I was just getting over Barack Obama’s surrender to the conservatives on tax cuts when I opened this morning’s newspaper and learned that Republican Gov. Bob McDonnell is really a Keynesian and is willing to blow out the state’s troubled debt obligations to get roads for which two of his previous fund-raising schemes have failed.

And to think that just two Sunday’s ago, the Right Rev. James A. Bacon was delivering another one of his stern sermons that Virginia will pay an estimated $594 million in 2012 to service its $9 billion tax-supported debt. According to our deficit watchdog, Virginians are paying more to service debt than ever before and the state “cannot afford this nonsense any more.”

Here’s the new nonsense: McDonnell will ask the state to spend $400 million immediately on roads and bridges while borrowing another $2.9 billion over the next three years for more transportation needs. Of this, some $150 million will come from last year’s budget surplus and $250 million that an audit revealed the Virginia Department of Transportation has already had.

McDonnell’s justification and that of his transportation chief Sean Connaughton is that construction costs and bond financing is cheaper than it has been in decades and there are bargains to be had.

Actually, I tend to side with them on this. Virginia’s roads needs are significant if the state is to continue to position itself for growth not just tomorrow but over the coming years and decades.

Building roads now will mean more jobs now, not some years down the pike. You can’t completely toss John Maynard Keynes out with the baby’s bathwater, anyway. He does make sense.

The proposals would create a state infrastructure bank with $400 in surplus and other funds. That’s not a bad idea since many countries around the world have created similar institutions to fund transportation needs. Changes in state bond laws would also be needed.

While I like the idea of stopping moaning about deficits and debts and getting on with projects that create jobs and could enhance the state’s chances for prosperity down the road, there is some concern about McDonnell’s topsey- turvey policy-making. I am not all that concerned about the “New Fru” tut-tutters like the Right Rev. Bacon. If you listen to them, nothing would ever get done besides a bunch of hand wringing.

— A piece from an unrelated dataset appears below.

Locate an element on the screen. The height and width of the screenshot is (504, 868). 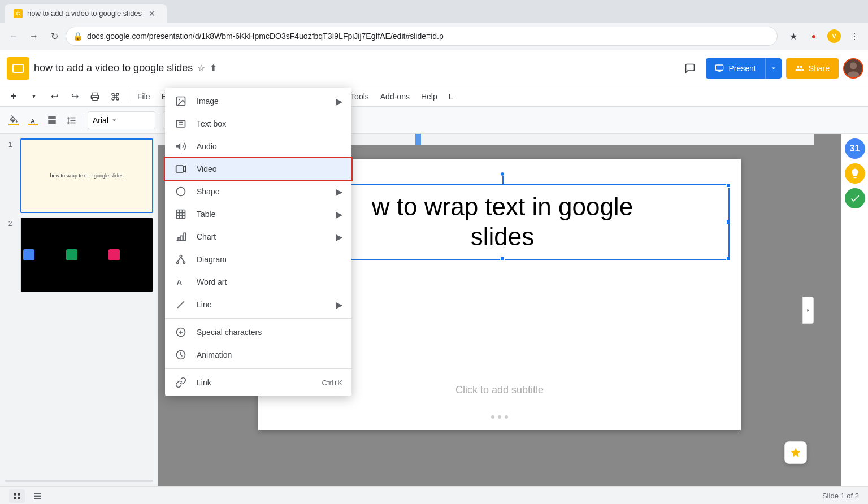
menu-file: File is located at coordinates (144, 97).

But McDonnell’s two previous plans to boost transportation funding — privatizing ABC stores and offshore oil drilling — are kaput. What’s happened is that Connaughton, one of the few serious pros in McDonnell’s administration, has convinced Bob to get off the dime. These inconsistencies are worrying and still show that McDonnell’s is a second-stringer when it comes to governing.

In any event, I see the news as welcome.